From Franklin Street to the Southern Village Green, new sculptures are popping up around Chapel Hill.

They’re part of the 2009-10 Sculpture Visions exhibition, which is being installed this month through Chapel Hill’s Public Arts Office.

“It’s like having a museum without walls,” said Jeffrey York, public arts administrator for Chapel Hill.

For this year’s exhibition — the fifth since 2004 — the Public Arts Office has loaned or rented sculptures to display them around town for one- to two-year periods.

Ten sculptures will be displayed this year, the most in a Sculpture Visions exhibition since 2006-07.

Charlie Brouwer, an artist from Willis, Va., installed his wood sculpture “Hope Is…” on Nov. 20 at the Hargraves Community Center.

Brouwer’s 8-foot-tall sculpture shows a man climbing a ladder. It’s made out of locust wood, a dense and weather-resistant lumber.

“As traditional lore says, it lasts 100 years,” Brouwer said.
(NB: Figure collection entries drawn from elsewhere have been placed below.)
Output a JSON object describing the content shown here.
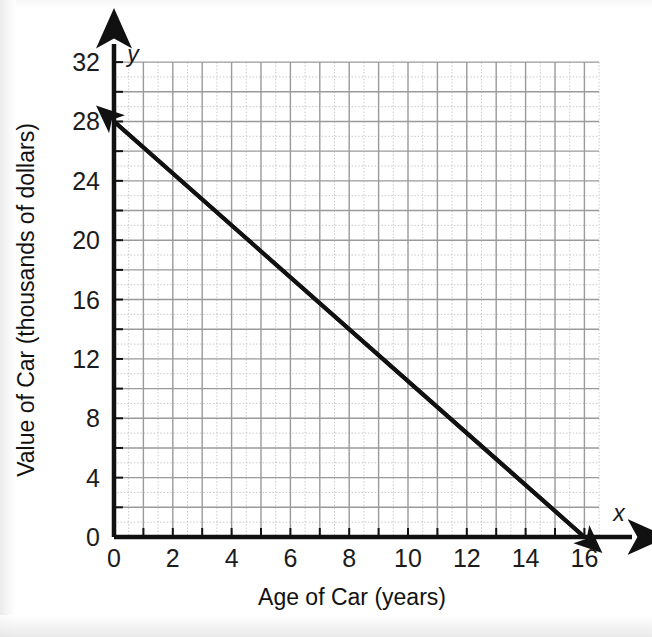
{
  "chart_data": {
    "type": "line",
    "title": "",
    "xlabel": "Age of Car (years)",
    "ylabel": "Value of Car (thousands of dollars)",
    "x_axis_name": "x",
    "y_axis_name": "y",
    "xlim": [
      0,
      17.5
    ],
    "ylim": [
      0,
      34
    ],
    "x_tick_labels": [
      "0",
      "2",
      "4",
      "6",
      "8",
      "10",
      "12",
      "14",
      "16"
    ],
    "x_tick_values": [
      0,
      2,
      4,
      6,
      8,
      10,
      12,
      14,
      16
    ],
    "y_tick_labels": [
      "0",
      "4",
      "8",
      "12",
      "16",
      "20",
      "24",
      "28",
      "32"
    ],
    "y_tick_values": [
      0,
      4,
      8,
      12,
      16,
      20,
      24,
      28,
      32
    ],
    "x_minor_step": 1,
    "y_minor_step": 1,
    "x_major_step": 1,
    "y_major_step": 2,
    "grid": true,
    "grid_major_color": "#9a9a9a",
    "grid_minor_color": "#c9c9c9",
    "legend": "none",
    "line_color": "#111111",
    "line_width": 4,
    "arrows": "both",
    "series": [
      {
        "name": "Value of Car",
        "points": [
          {
            "x": 0,
            "y": 28
          },
          {
            "x": 16,
            "y": 0
          }
        ],
        "equation": "y = -1.75x + 28",
        "slope": -1.75,
        "y_intercept": 28,
        "x_intercept": 16
      }
    ]
  },
  "axes": {
    "x_label": "Age of Car (years)",
    "y_label": "Value of Car (thousands of dollars)",
    "x_symbol": "x",
    "y_symbol": "y"
  },
  "x_ticks": [
    {
      "label": "0",
      "value": 0
    },
    {
      "label": "2",
      "value": 2
    },
    {
      "label": "4",
      "value": 4
    },
    {
      "label": "6",
      "value": 6
    },
    {
      "label": "8",
      "value": 8
    },
    {
      "label": "10",
      "value": 10
    },
    {
      "label": "12",
      "value": 12
    },
    {
      "label": "14",
      "value": 14
    },
    {
      "label": "16",
      "value": 16
    }
  ],
  "y_ticks": [
    {
      "label": "0",
      "value": 0
    },
    {
      "label": "4",
      "value": 4
    },
    {
      "label": "8",
      "value": 8
    },
    {
      "label": "12",
      "value": 12
    },
    {
      "label": "16",
      "value": 16
    },
    {
      "label": "20",
      "value": 20
    },
    {
      "label": "24",
      "value": 24
    },
    {
      "label": "28",
      "value": 28
    },
    {
      "label": "32",
      "value": 32
    }
  ]
}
Brouwer said he also mixes natural trunks and branches in his works along with locust wood sheets produced in sawmills to comment on mankind’s impact on nature.
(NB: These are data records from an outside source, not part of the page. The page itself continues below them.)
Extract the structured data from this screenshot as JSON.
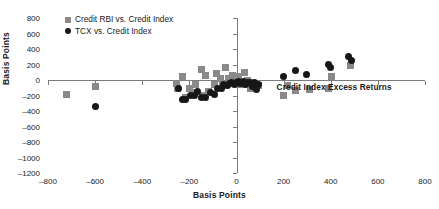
{
  "chart_data": {
    "type": "scatter",
    "title": "",
    "xlabel": "Basis Points",
    "ylabel": "Basis Points",
    "xlim": [
      -800,
      800
    ],
    "ylim": [
      -1200,
      800
    ],
    "xticks": [
      -800,
      -600,
      -400,
      -200,
      0,
      200,
      400,
      600,
      800
    ],
    "yticks": [
      800,
      600,
      400,
      200,
      0,
      -200,
      -400,
      -600,
      -800,
      -1000,
      -1200
    ],
    "grid": false,
    "legend_position": "top-left",
    "annotations": [
      {
        "text": "Credit Index Excess Returns",
        "x": 170,
        "y": -90
      }
    ],
    "series": [
      {
        "name": "Credit RBI vs. Credit Index",
        "marker": "square",
        "color": "#898989",
        "points": [
          [
            -720,
            -190
          ],
          [
            -600,
            -85
          ],
          [
            -255,
            -40
          ],
          [
            -250,
            -115
          ],
          [
            -230,
            40
          ],
          [
            -215,
            -230
          ],
          [
            -200,
            -105
          ],
          [
            -185,
            -160
          ],
          [
            -175,
            -60
          ],
          [
            -150,
            130
          ],
          [
            -145,
            -200
          ],
          [
            -130,
            55
          ],
          [
            -120,
            -145
          ],
          [
            -95,
            -60
          ],
          [
            -85,
            85
          ],
          [
            -70,
            25
          ],
          [
            -60,
            -70
          ],
          [
            -45,
            160
          ],
          [
            -35,
            15
          ],
          [
            -25,
            -30
          ],
          [
            -15,
            60
          ],
          [
            -5,
            -15
          ],
          [
            10,
            40
          ],
          [
            20,
            -55
          ],
          [
            35,
            100
          ],
          [
            45,
            -10
          ],
          [
            60,
            -105
          ],
          [
            75,
            -40
          ],
          [
            95,
            -75
          ],
          [
            200,
            -200
          ],
          [
            215,
            -75
          ],
          [
            250,
            -140
          ],
          [
            310,
            -120
          ],
          [
            390,
            -110
          ],
          [
            405,
            45
          ],
          [
            485,
            185
          ]
        ]
      },
      {
        "name": "TCX vs. Credit Index",
        "marker": "circle",
        "color": "#171717",
        "points": [
          [
            -600,
            -345
          ],
          [
            -245,
            -105
          ],
          [
            -230,
            -250
          ],
          [
            -215,
            -255
          ],
          [
            -195,
            -200
          ],
          [
            -180,
            -195
          ],
          [
            -165,
            -150
          ],
          [
            -150,
            -225
          ],
          [
            -130,
            -225
          ],
          [
            -110,
            -160
          ],
          [
            -95,
            -185
          ],
          [
            -80,
            -110
          ],
          [
            -65,
            -110
          ],
          [
            -55,
            -60
          ],
          [
            -40,
            -75
          ],
          [
            -30,
            -45
          ],
          [
            -20,
            -30
          ],
          [
            -10,
            -55
          ],
          [
            0,
            -35
          ],
          [
            8,
            -15
          ],
          [
            18,
            -45
          ],
          [
            28,
            -20
          ],
          [
            38,
            -60
          ],
          [
            48,
            -35
          ],
          [
            58,
            -30
          ],
          [
            68,
            -80
          ],
          [
            75,
            -30
          ],
          [
            85,
            -120
          ],
          [
            95,
            -55
          ],
          [
            200,
            50
          ],
          [
            250,
            120
          ],
          [
            295,
            75
          ],
          [
            390,
            205
          ],
          [
            400,
            155
          ],
          [
            475,
            300
          ],
          [
            490,
            250
          ]
        ]
      }
    ]
  },
  "legend": {
    "items": [
      {
        "label": "Credit RBI vs. Credit Index",
        "marker": "square"
      },
      {
        "label": "TCX vs. Credit Index",
        "marker": "circle"
      }
    ]
  }
}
“It reminds us we can be both natural and unnatural in a way,” he said.

Installations of the sculptures are still ongoing and are expected to conclude in December.

This year, the town increased the amount sculptors were paid to transport, install and loan their work from $1,000 to $1,500 due to newly available funds in the Parks and Recreation Department’s budget.
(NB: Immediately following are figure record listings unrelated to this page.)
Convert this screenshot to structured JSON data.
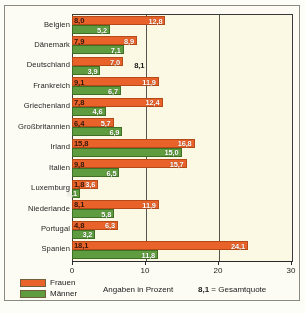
{
  "chart_data": {
    "type": "bar",
    "orientation": "horizontal",
    "title": "",
    "xlabel": "Angaben in Prozent",
    "ylabel": "",
    "xlim": [
      0,
      30
    ],
    "xticks": [
      0,
      10,
      20,
      30
    ],
    "xtick_labels": [
      "0",
      "10",
      "20",
      "30"
    ],
    "grid": true,
    "gridlines_at": [
      10,
      20
    ],
    "legend_position": "bottom-left",
    "categories": [
      "Belgien",
      "Dänemark",
      "Deutschland",
      "Frankreich",
      "Griechenland",
      "Großbritannien",
      "Irland",
      "Italien",
      "Luxemburg",
      "Niederlande",
      "Portugal",
      "Spanien"
    ],
    "series": [
      {
        "name": "Frauen",
        "color": "#e8622a",
        "values": [
          12.8,
          8.9,
          7.0,
          11.9,
          12.4,
          5.7,
          16.8,
          15.7,
          3.6,
          11.9,
          6.3,
          24.1
        ],
        "labels": [
          "12,8",
          "8,9",
          "7,0",
          "11,9",
          "12,4",
          "5,7",
          "16,8",
          "15,7",
          "3,6",
          "11,9",
          "6,3",
          "24,1"
        ]
      },
      {
        "name": "Männer",
        "color": "#5f9c3f",
        "values": [
          5.2,
          7.1,
          3.9,
          6.7,
          4.6,
          6.9,
          15.0,
          6.5,
          1.1,
          5.8,
          3.2,
          11.8
        ],
        "labels": [
          "5,2",
          "7,1",
          "3,9",
          "6,7",
          "4,6",
          "6,9",
          "15,0",
          "6,5",
          "1,1",
          "5,8",
          "3,2",
          "11,8"
        ]
      }
    ],
    "total_rate": {
      "name": "Gesamtquote",
      "values": [
        8.0,
        7.9,
        8.1,
        9.1,
        7.8,
        6.4,
        15.8,
        9.8,
        1.8,
        8.1,
        4.8,
        18.1
      ],
      "labels": [
        "8,0",
        "7,9",
        "8,1",
        "9,1",
        "7,8",
        "6,4",
        "15,8",
        "9,8",
        "1,8",
        "8,1",
        "4,8",
        "18,1"
      ]
    },
    "legend": [
      {
        "label": "Frauen",
        "color": "#e8622a"
      },
      {
        "label": "Männer",
        "color": "#5f9c3f"
      }
    ],
    "notes": {
      "units": "Angaben in Prozent",
      "quote_sample": "8,1",
      "quote_equals": "= Gesamtquote"
    }
  }
}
York said this increased the applicant pool and gave the selection committee a variety to choose from.

Gretchen Lothrop, a sculptor from Pittsboro, will have her 13-foot-tall, stainless steel sculpture “Grove” installed in early December on the grounds of the Robert and Pearl Seymour Center.

Lothrop, who had a sculpture previously exhibited in the 2006-07 series, said “Grove” is difficult to transport because of its height.

“I need a crane to move it, so I tend not to move it unless it’s going to be a good show,” Lothrop said.

Lothrop said her sculpture was influenced by the enchanted grove in Kenneth Grahame’s book “The Wind in the Willows” and plays on the idea of groves as sanctuaries.

She said she uses stainless steel in all of her sculptures.

“It has a quality of purity and otherworldliness,” Lothrop said. “It reflects what’s around it.”

Viewers are encouraged to let each piece speak to them in its own way.

“I hope that people are inspired to let their minds wander a little bit,” Lothrop said. “Let their own feelings come to them.”